> **To do**
Nothing but the pictures gets dropped; retype every entry exactly.

> **Dataset**
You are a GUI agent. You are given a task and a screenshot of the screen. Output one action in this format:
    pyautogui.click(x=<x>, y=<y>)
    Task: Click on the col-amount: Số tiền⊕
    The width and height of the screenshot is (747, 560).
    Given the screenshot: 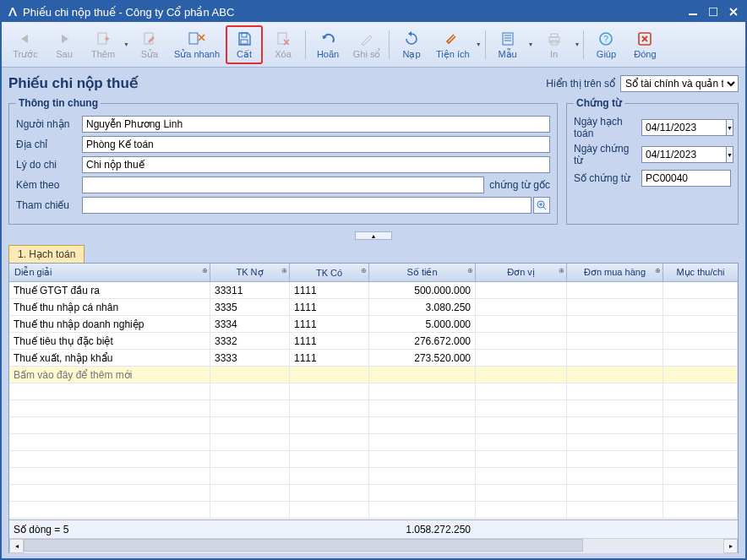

> **Problem solution**
You are a GUI agent. You are given a task and a screenshot of the screen. Output one action in this format:
    pyautogui.click(x=<x>, y=<y>)
    Task: Click on the col-amount: Số tiền⊕
    The width and height of the screenshot is (747, 560).
    Given the screenshot: 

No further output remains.